According to the Peruvian government’s protected areas department, Cicada was given a permit to visit only the community of Yomybato. It expressly prohibited visits to uncontacted or recently contacted Indians. “The Cicada team entered [remote headwaters] which are part of the strictly protected zone,” it said.



Read the full story: British reality TV crew accused as flu kills four in isolated Peruvian tribe

In case you think this is some left-wing or liberal conspiracy, read also The Times London story: TV researcher brought fatal flu to Amazon tribe.

The American anthropologist, Glenn Shepard, who met the film team on location, said he had urged them not to make the trip to the Cumerjali settlements, “where people were vulnerable to western illnesses”. “Reality tv seeks ever more dangerous, remote and exotic locales and communities,” he said.

Stephen Corey of the international tribal rights organization, Survival International, agreed. “There has been a whole rash of bizarre and extreme programmes on tribal rights.

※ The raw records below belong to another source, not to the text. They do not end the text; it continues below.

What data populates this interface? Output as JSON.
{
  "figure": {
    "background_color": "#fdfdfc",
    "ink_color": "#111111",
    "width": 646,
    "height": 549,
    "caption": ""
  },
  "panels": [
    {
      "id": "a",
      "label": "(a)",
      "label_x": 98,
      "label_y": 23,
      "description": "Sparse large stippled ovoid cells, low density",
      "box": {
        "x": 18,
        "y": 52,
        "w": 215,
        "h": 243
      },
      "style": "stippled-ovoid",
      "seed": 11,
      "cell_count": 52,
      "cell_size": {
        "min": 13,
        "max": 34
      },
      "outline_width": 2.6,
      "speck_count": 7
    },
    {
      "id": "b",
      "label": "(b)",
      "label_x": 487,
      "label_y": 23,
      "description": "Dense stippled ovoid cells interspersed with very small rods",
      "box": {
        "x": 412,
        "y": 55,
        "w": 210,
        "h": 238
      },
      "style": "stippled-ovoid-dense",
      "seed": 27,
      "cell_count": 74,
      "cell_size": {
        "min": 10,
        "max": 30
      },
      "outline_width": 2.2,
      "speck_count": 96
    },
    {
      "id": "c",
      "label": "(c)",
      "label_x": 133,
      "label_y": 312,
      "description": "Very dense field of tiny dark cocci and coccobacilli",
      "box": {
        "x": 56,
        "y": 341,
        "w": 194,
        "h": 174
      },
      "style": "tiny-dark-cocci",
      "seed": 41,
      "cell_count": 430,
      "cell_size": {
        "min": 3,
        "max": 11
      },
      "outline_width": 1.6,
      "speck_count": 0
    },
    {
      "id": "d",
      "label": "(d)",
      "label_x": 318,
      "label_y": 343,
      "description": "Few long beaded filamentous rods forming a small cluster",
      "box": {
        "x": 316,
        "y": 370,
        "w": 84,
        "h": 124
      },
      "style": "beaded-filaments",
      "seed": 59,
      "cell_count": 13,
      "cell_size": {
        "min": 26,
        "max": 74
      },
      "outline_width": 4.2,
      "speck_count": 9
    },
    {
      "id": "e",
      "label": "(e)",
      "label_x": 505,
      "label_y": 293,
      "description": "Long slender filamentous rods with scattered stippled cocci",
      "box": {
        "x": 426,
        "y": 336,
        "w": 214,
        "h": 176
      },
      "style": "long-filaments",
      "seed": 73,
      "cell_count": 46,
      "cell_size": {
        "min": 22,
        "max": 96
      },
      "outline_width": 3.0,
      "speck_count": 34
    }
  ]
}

The key issue here is sensitivity which is not often a priority for television companies,” he said.

Survival International news: British TV company accused of bringing ‘epidemic’ to isolated Indians

British TV company deny allegations about Peru visit

Image from Survival International Image from Survival International

According to Survival International, Cicada Films previously caused controversy with a documentary about an expedition to visit Indians in Ecuador, which allegedly provoked an attack from uncontacted Waorani Indians.

But Cicada is certainly not alone when it comes to exploiting marginalised people in the global South in the course of film-making. And reality TV is not the only format of TV film making that often oversteps the ethical boundaries in search of a ‘good story’.

As I have been saying for sometime now, documentary film-makers and TV news gathering crews are equally guilty of many excesses, lapses and gross abuses all perpetrated in the name of media freedom.
Aug 2007 blog: Wanted – Ethical sourcing of international TV News

Nor is this sinister trend entirely new. I opened a September 2007 blog post with this bizarre request: “Can you help us to film a child’s leg being broken?” This was made by a visiting Canadian TV crew in the 1970s to my friend Darryl D’Monte, one of the most senior journalists in India and former editor of the Times of India.

This was in connection with a brutal practice that was believed to exist in India, so that forcefully maimed children could be employed as beggars. When Darryl was outraged, the film crew had shrugged off saying: “It’s going to happen anyway”.

December 2007: “Hands up who’s poor, speaks English – and looks good on TV!”

Film-makers and TV journalists roam the planet exercising their license to protect and promote the people’s right to know, and in the public interest. But this privileged position is grossly abused when they allow the end to justify their highly questionable means.

Commenting on TV’s latest crime against voiceless people, India’s Down to Earth magazine (30 April 2008 issue) says:

“These forays of reality tv perpetuate an imagery conceived by a 19th century alliance of anthropologers and photographers, that of tribals in their “innocent” state. It’s another matter these images were taken after the tribal groups were ravaged by colonialism.

“Today in the era of digital images when computer games mimic real wars, it might be hard for even the most naive eye to believe what it sees. But tv casts an enormous sway over audience perception and digitization has, in fact, aided it. We know of the images, not the circumstances in which they were taken. We believe them though they might be contrived. That’s why reality tv is dangerous.”